I just got back from the gym, and partway through, my thinking sorted itself out. Removing video and adding patterns to signboards don't conflict. Because I'd already been counting the audio-reactive feature as Patternflow. It was never the case that something had to be hand-operable to be Patternflow. So if a pattern is being generated in real time and its flow can change by some means, then it's Patternflow. That's it.
At lunch today I stopped by the Seoul Design Startup Center. I got to meet founders running their own brands, and there'll be more networking with them ahead. Chances to collaborate will arise naturally, and how will that go? I'm curious. I also think I'll need to find a professional technician or an electronics supplier going forward. Well, that's not urgent. It's a secondary piece, so let me not rush it.
And then, naturally, I found myself thinking about the military. I have to enlist within three years. (In Korea, military service is mandatory for men, and putting it off risks losing the alternative-service option and being assigned to active duty.) That naturally becomes an ending for the Patternflow business. The Patternflow community or spirit won't disappear, but I'll have to let go of the power to hold the reins and lead it as a business. It doesn't feel only bad. I was never going to do only Patternflow forever anyway; it's just one of the works of my life. And power disappearing means responsibility disappears too, so there's something fun in getting the chance to start a new project unburdened.
What do I have to keep doing right now? Improving the PCB and the 3D-printing model are work I've always done, nothing new, and I have to keep at them. If there's something I newly tried last week, it's without question the efforts to revive the Discord. I started right after writing the last entry, and looking at it now, it feels like it's in a decent state. The fact that four people did the self-introduction, one of those mechanisms, is both surprising and moving. Honestly, since it's an online community and not an offline gathering, I'd thought people might find sharing personal information uncomfortable. My own older brother, in fact, showed some reluctance about the introduction for that reason. But I really wanted it in. Because I want this to be not just an online community but something closer to a tightly connected gathering. I worried a lot, but there were people who did it anyway, and I'm relieved.

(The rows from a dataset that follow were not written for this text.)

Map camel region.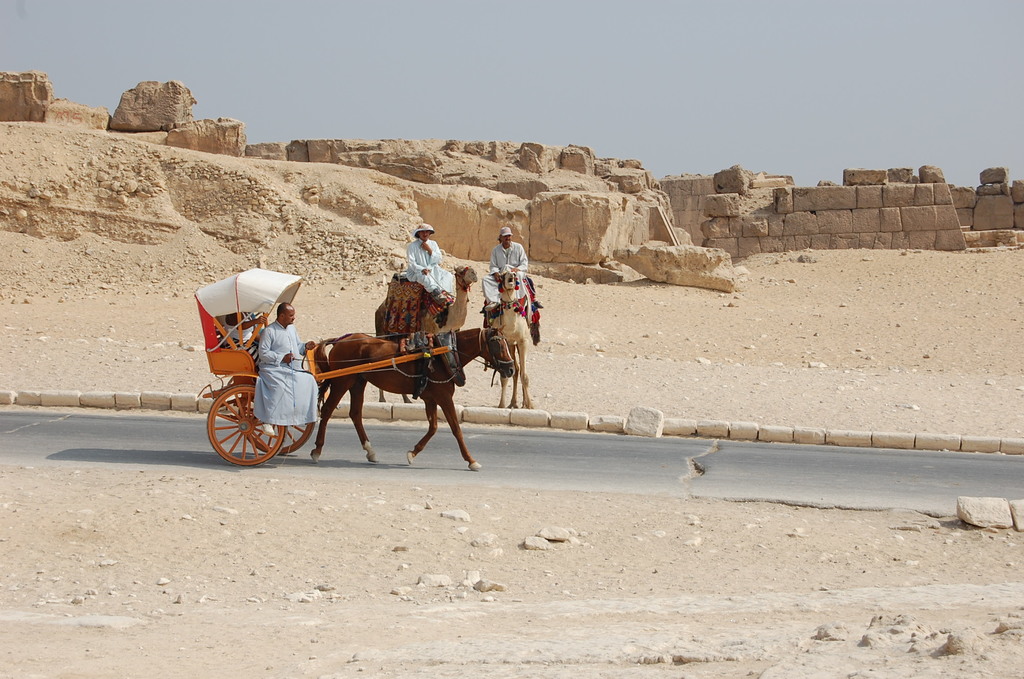
Mapped to bbox=(490, 271, 533, 409).
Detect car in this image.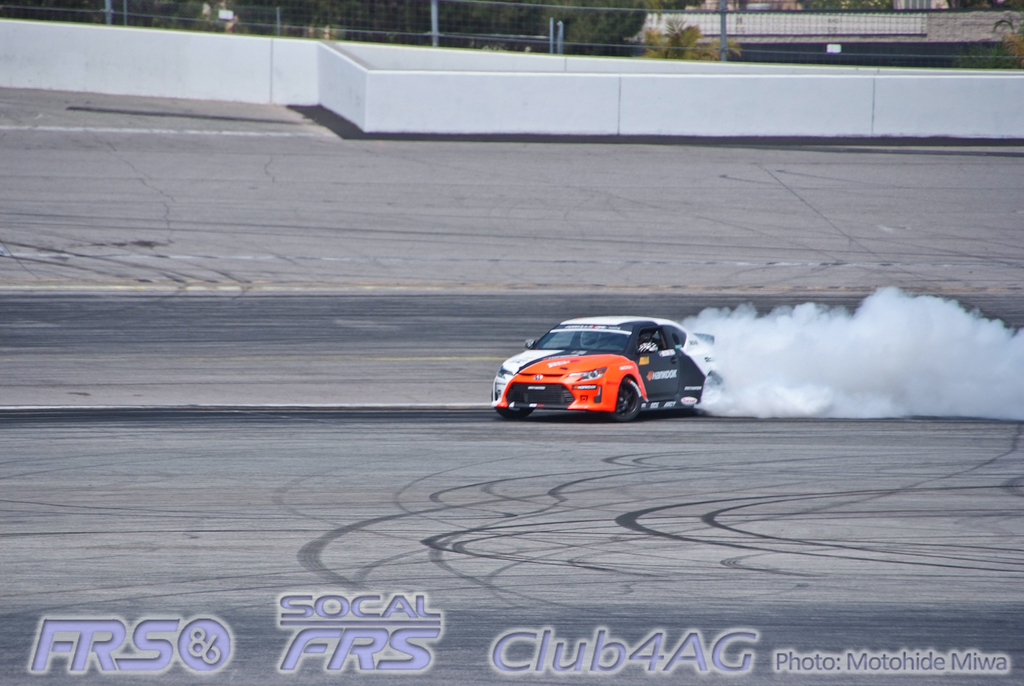
Detection: (484, 304, 715, 425).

For others to contribute easily to expanding Patternflow, there's a precondition that has to be met. The leader, meaning me, has to share the view I'm seeing. What future I'm picturing and what has to be done for it, and clearly where the parts are that you can freely touch versus the sensitive ones. The thing is, I'm not certain either. I like this direction and yet it also feels like it'll change soon, and I'm wary because once I say it out loud I feel like I'll be bound to it. For now I'm putting it off, but I trust that through the process of writing like this, the outline is slowly taking shape.